We had a related post here on 2021-12-01, “Apportionment Paradoxes—‘Fairness’ Is Impossible”, which described the problem of deciding how many U.S. house of representatives seats shall be assigned to each state based upon their population as prescribed by the U.S. constitution. As I noted in that post, in 1983 two mathematicians proved a theorem showing that any apportionment system which does not violate the quota rule will, when allocating to three or more states, always manifest one or more of the apportionment paradoxes. The fundamental problem, stated as a programmer would, is that they’re trying to store a rational number into an integer variable, and however you try to do it, you’re always going to lose significance.

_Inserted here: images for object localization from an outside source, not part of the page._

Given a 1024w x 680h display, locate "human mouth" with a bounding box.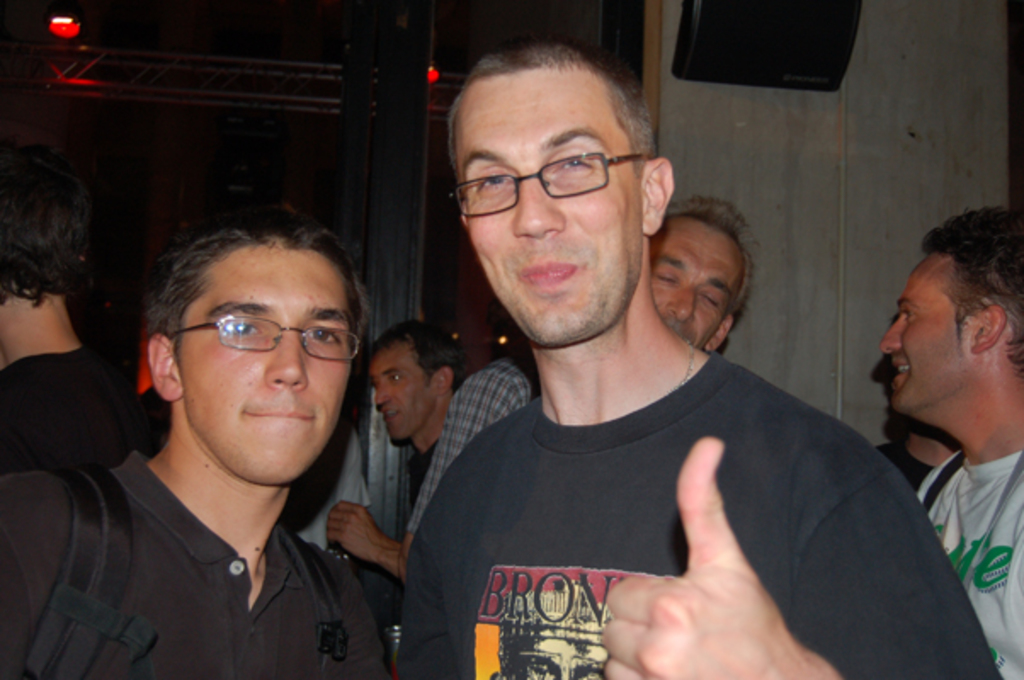
Located: bbox=(896, 357, 917, 384).
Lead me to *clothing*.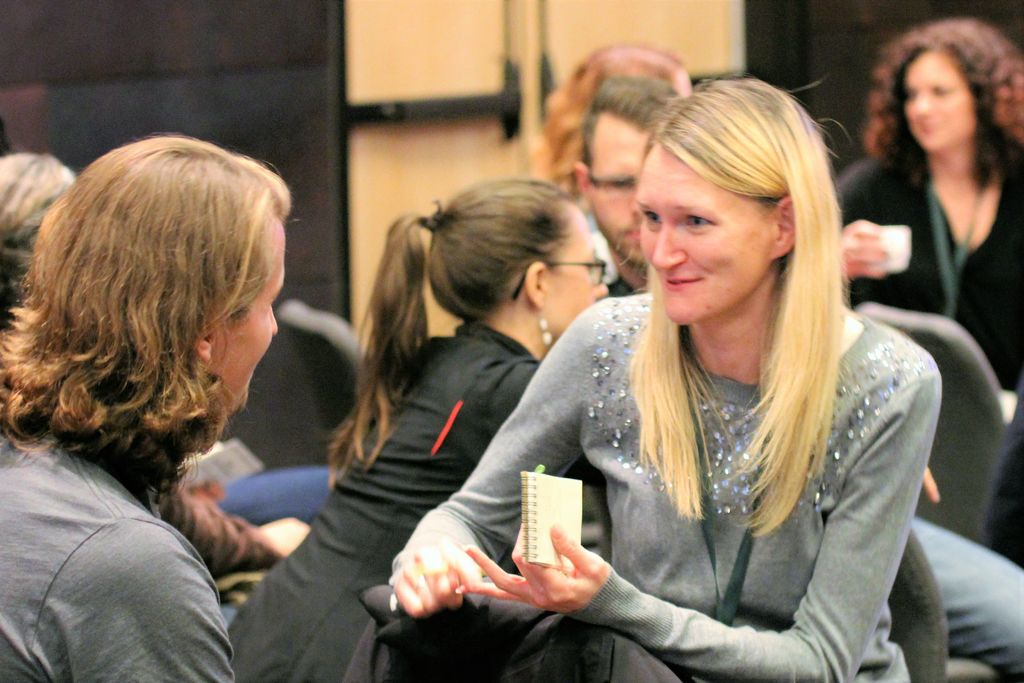
Lead to l=834, t=150, r=1016, b=391.
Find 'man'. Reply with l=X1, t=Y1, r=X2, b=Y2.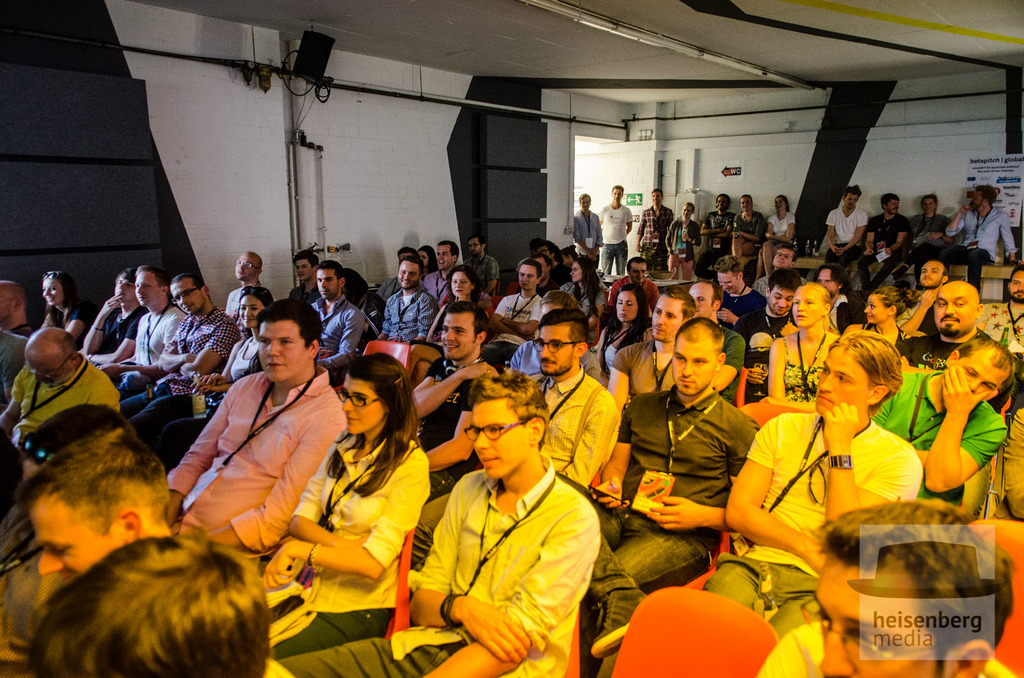
l=856, t=188, r=905, b=285.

The problem of drawing districts is far more complex. If you go through the desiderata for district boundaries given in the Quanta article, it’s immediately apparent they are mutually contradictory in a variety of ways. For example, if you draw districts to try to mirror the racial demographics of the state as a whole, votes of small minorities will be diluted by the majority and never affect the result on issues that matter to them or, in tribal terms, elect members of their group. If you draw the boundaries to create “minority majority” districts so that, assuming tribal voting, the composition of the legislature mirrors the racial composition of the state as a whole, then if the minorities vote heavily for one party, those districts will not be “competitive” and effectively one-party rule, and so on. It gets even worse and more contentious when one tries to determine which minorities are entitled to having districts drawn to grant them representation.
This is a problem which not only suffers from a combinatorial explosion if you try to exhaustively seek an optimal solution, it’s one in which the definition of an optimal solution is impossible to achieve even in principle because the criteria contradict one another and furthermore are written in lawyer-speak and interpreted by judges to mean all kinds of different things, so the problem is ill-defined.